The Base Rate Is A Hell of A Thing

Hey @CharlieM — great question. I’ll give a short answer and a longer answer.

The short answer is, no, I haven’t found that entrepreneurs or business people use this idea very much.

The longer answer:

I do think that the idea is useful, but I think this isn’t as intuitive or as widespread amongst business operators as it is amongst investors.

Why is this the case? I think the underlying frame that most operators have is Action Produces Information — that is, whatever informational benefits that might be had from taking action far exceeds the benefits of analysis … even base rate analysis!

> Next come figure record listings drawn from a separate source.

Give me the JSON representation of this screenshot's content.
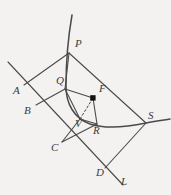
{
  "figure": {
    "background_color": "#f3f2f1",
    "stroke_color": "#4a4a4a",
    "label_color": "#3a3a3a",
    "point_marker_color": "#111111"
  },
  "labels": {
    "A": "A",
    "B": "B",
    "C": "C",
    "D": "D",
    "L": "L",
    "P": "P",
    "Q": "Q",
    "R": "R",
    "S": "S",
    "V": "V",
    "F": "F"
  },
  "label_positions": {
    "A": {
      "x": 13,
      "y": 91
    },
    "B": {
      "x": 24,
      "y": 111
    },
    "C": {
      "x": 51,
      "y": 148
    },
    "D": {
      "x": 96,
      "y": 173
    },
    "L": {
      "x": 120,
      "y": 179
    },
    "P": {
      "x": 75,
      "y": 44
    },
    "Q": {
      "x": 58,
      "y": 81
    },
    "R": {
      "x": 94,
      "y": 131
    },
    "S": {
      "x": 148,
      "y": 115
    },
    "V": {
      "x": 75,
      "y": 124
    },
    "F": {
      "x": 100,
      "y": 90
    }
  },
  "geometry": {
    "points": {
      "A": {
        "x": 24,
        "y": 85
      },
      "B": {
        "x": 36,
        "y": 105
      },
      "C": {
        "x": 62,
        "y": 142
      },
      "D": {
        "x": 105,
        "y": 168
      },
      "L_end": {
        "x": 123,
        "y": 185
      },
      "diagonal_start": {
        "x": 8,
        "y": 62
      },
      "P": {
        "x": 69,
        "y": 53
      },
      "Q": {
        "x": 65,
        "y": 89
      },
      "R": {
        "x": 97,
        "y": 124
      },
      "S": {
        "x": 146,
        "y": 123
      },
      "V": {
        "x": 80,
        "y": 119
      },
      "F": {
        "x": 93,
        "y": 98
      },
      "Pright": {
        "x": 125,
        "y": 84
      },
      "curve_top": {
        "x": 72,
        "y": 15
      },
      "curve_right": {
        "x": 170,
        "y": 119
      }
    },
    "segments": [
      {
        "name": "axis-line-A-L",
        "from": "diagonal_start",
        "to": "L_end"
      },
      {
        "name": "segment-A-P",
        "from": "A",
        "to": "P"
      },
      {
        "name": "segment-P-Q",
        "from": "P",
        "to": "Q"
      },
      {
        "name": "segment-B-Q",
        "from": "B",
        "to": "Q"
      },
      {
        "name": "segment-Q-F",
        "from": "Q",
        "to": "F"
      },
      {
        "name": "segment-P-S",
        "from": "P",
        "to": "S"
      },
      {
        "name": "segment-F-R",
        "from": "F",
        "to": "R"
      },
      {
        "name": "segment-Q-V",
        "from": "Q",
        "to": "V"
      },
      {
        "name": "segment-V-R",
        "from": "V",
        "to": "R"
      },
      {
        "name": "segment-C-V",
        "from": "C",
        "to": "V"
      },
      {
        "name": "segment-C-R",
        "from": "C",
        "to": "R"
      },
      {
        "name": "segment-D-S",
        "from": "D",
        "to": "S"
      },
      {
        "name": "segment-R-S",
        "from": "R",
        "to": "S"
      }
    ],
    "dashed_segments": [
      {
        "name": "dashed-segment-V-F",
        "from": "V",
        "to": "F"
      }
    ],
    "markers": [
      {
        "name": "point-marker-F",
        "at": "F",
        "style": "filled-square"
      }
    ],
    "curves": [
      {
        "name": "conic-curve",
        "through": [
          "curve_top",
          "P",
          "Q",
          "R",
          "S",
          "curve_right"
        ]
      }
    ]
  }
}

That said, I have reached for base rate analysis in the past few years, mostly as a way to anchor my appraisal of some concrete situation. (I am not an investor). The most recent example I can think of was a discussion about a particular customer, where I asked for overall retention metrics for the most relevant (or comparable) customer cohort.

One parting thought: there’s a quote from Ben Horowitz’s The Hard Thing About Hard Things that haunts me:

Startup CEOs should not play the odds. When you are building a company, you must believe there is an answer and you cannot pay attention to your odds of finding it. You just have to find it. It matters not whether your chances are nine in ten or one in a thousand; your task is the same.

(…) I don’t believe in statistics. I believe in calculus.

Which I think captures this bias towards taking action to generate information (or finding a solution) instead of analysing probabilistically.